Trinamool Congress MP Mahua Moitra also tweeted about the move, who said sarcastically that Gautam Adani would still be getting special treatment for the authorities.

Congress leader Jairam Ramesh too asked why the allegations against Adani were going ignored, while the government focused on BBC.

Communist Party of India (Marxist) leader Sitaram Yechury questioned how India can claim to be the “mother of democracy”, given the government action.

BJP national spokesperson Gaurav Bhatia address the media while the survey was ongoing, calling the BBC the “Bhrasht Bhakwaas Corporation (corrupt, rubbish corporation)”. “Income Tax Department must be allowed to do its work,” Bhatia said, adding that “if BBC did no wrong, then why are [they] scared”.

Bhatia also made it clear that the I-T department action is, in fact, linked to the recent documentary. “The BBC indulges in anti-India propaganda,” Bhatia told reporters. “India is a country which gives an opportunity to every organisation… as long as you don’t spew venom.”

He also criticised the Congress for questioning the survey.
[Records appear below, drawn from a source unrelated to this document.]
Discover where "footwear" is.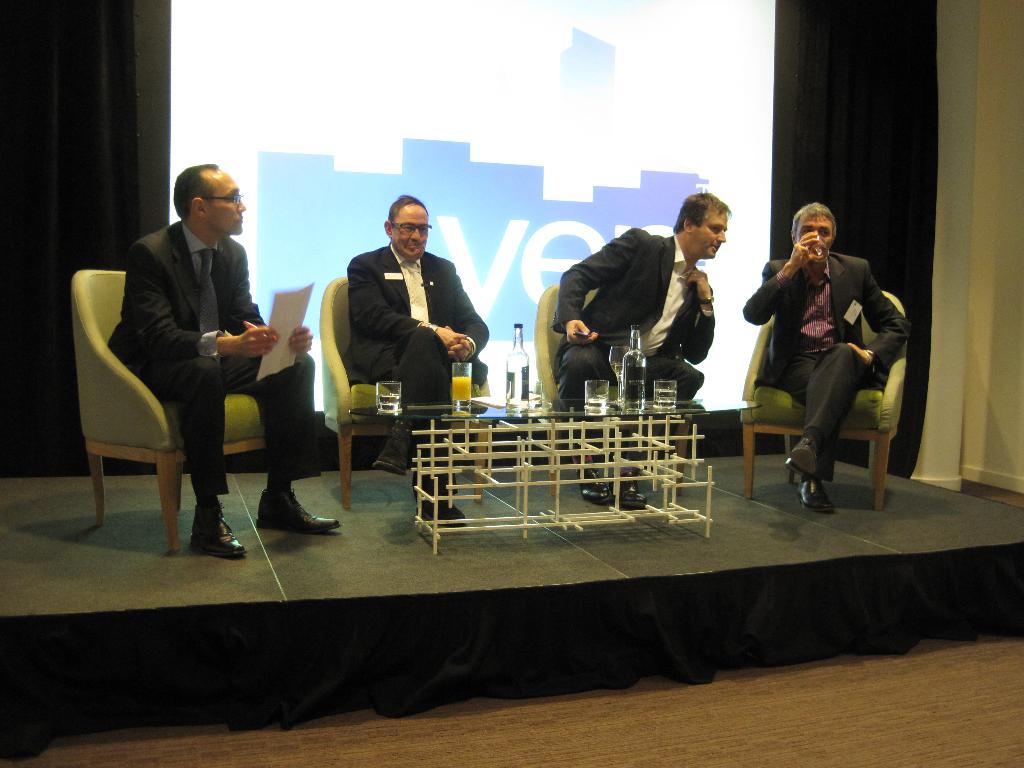
Discovered at <region>372, 460, 406, 478</region>.
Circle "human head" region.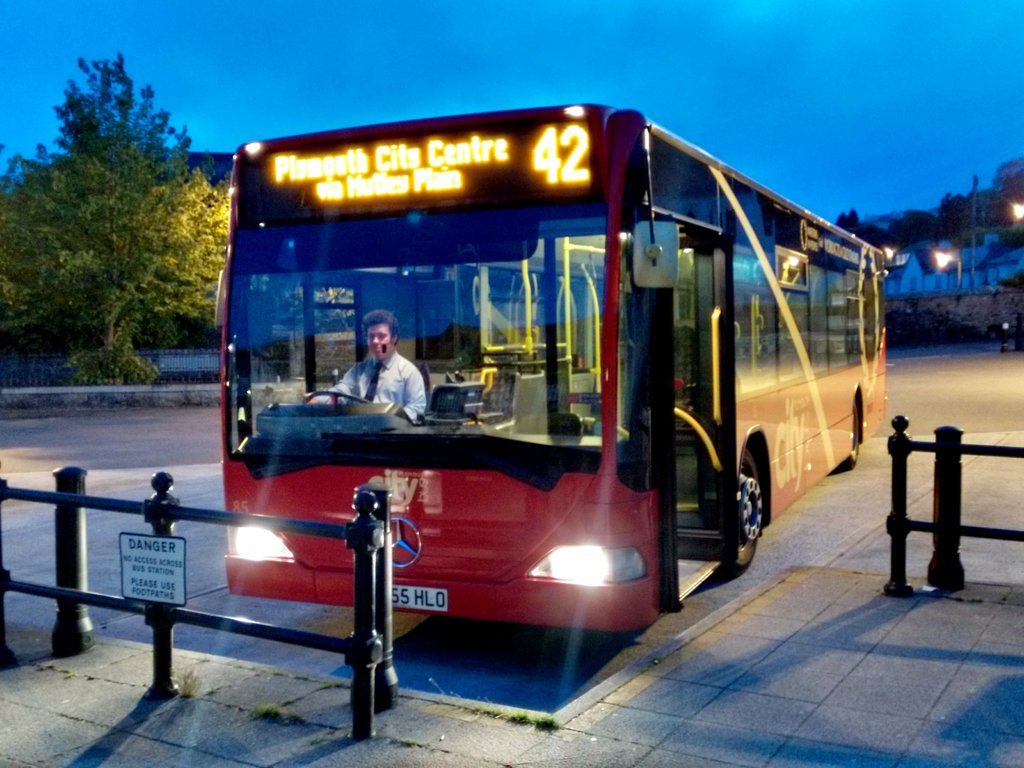
Region: bbox(358, 312, 400, 356).
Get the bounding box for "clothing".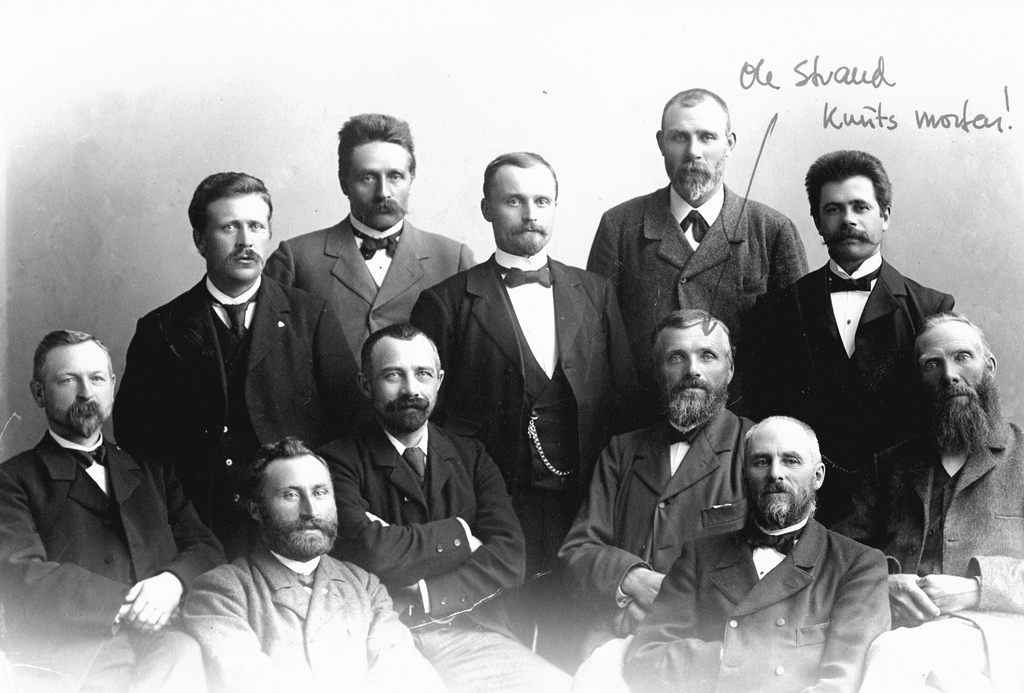
bbox=[0, 433, 230, 689].
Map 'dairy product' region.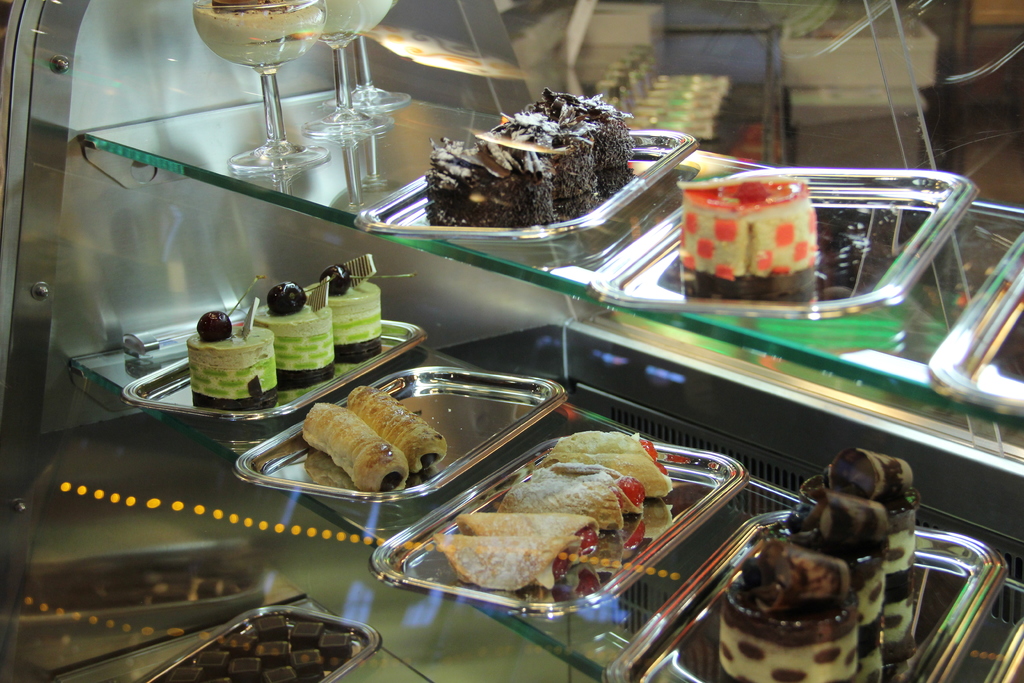
Mapped to {"x1": 264, "y1": 283, "x2": 305, "y2": 314}.
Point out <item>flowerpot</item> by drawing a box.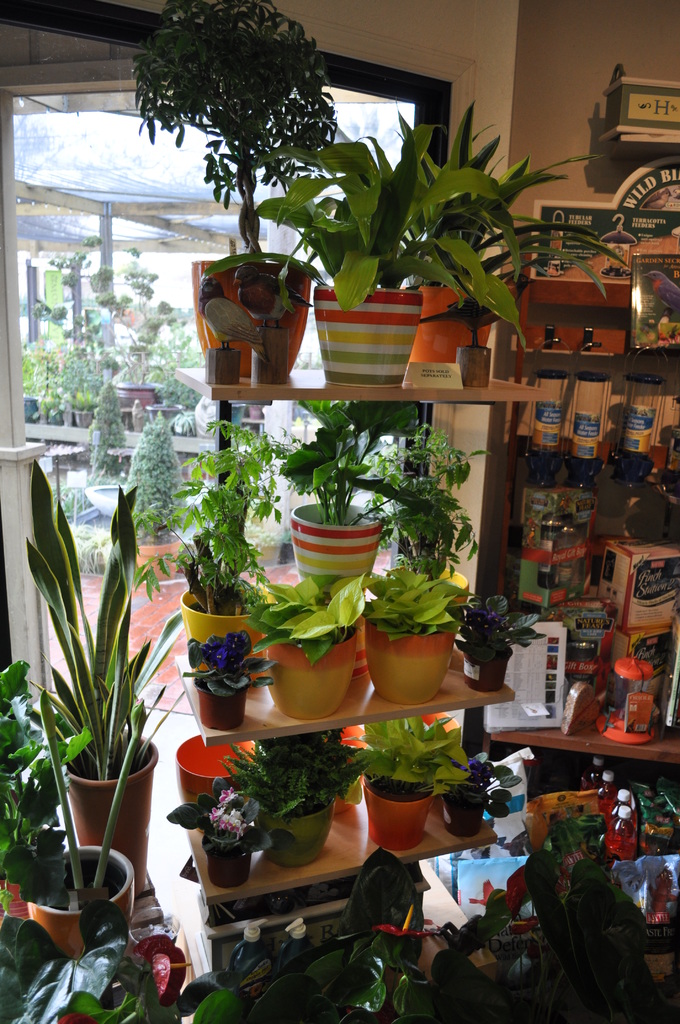
<region>457, 344, 492, 390</region>.
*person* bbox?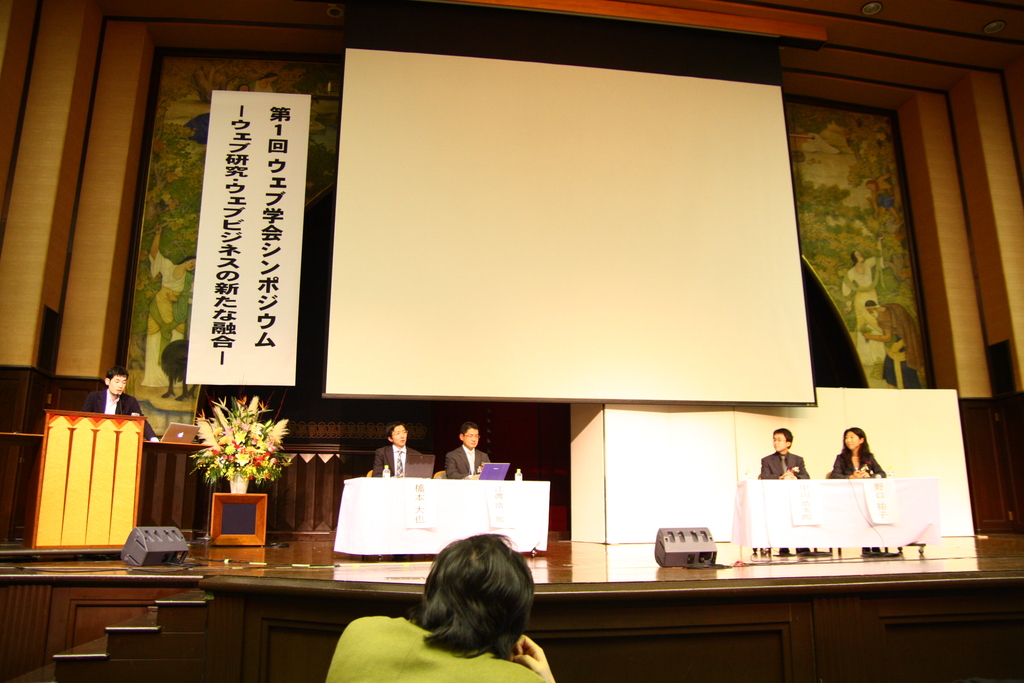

The party “should remember former prime minister Indira Gandhi had banned BBC”, he said.

In a statement, the Editors Guild of India said this action is a “continuation of a trend of using government agencies to intimidate and harass press organisations that are critical of government policies or the ruling establishment”. “This is a trend that undermines constitutional democracy,” the statement continues.

The action comes a fortnight before the G-20 Foreign Ministers meeting is scheduled to be held in Delhi from March 1 to 2.

India’s Press Freedom rankings (according to Reporters Without Borders) have fallen to 150 out of of 180, with India now in the 30 worst countries in the world surveyed.

A New York Times editorial from a day ago addressed the fact that India’s free press is increasingly at risk. “Since Mr. Modi took office in 2014, journalists have increasingly risked their careers, and their lives, to report what the government doesn’t want them to,” it noted.

Note: This is a breaking news story. Details will be added as and when they emerge.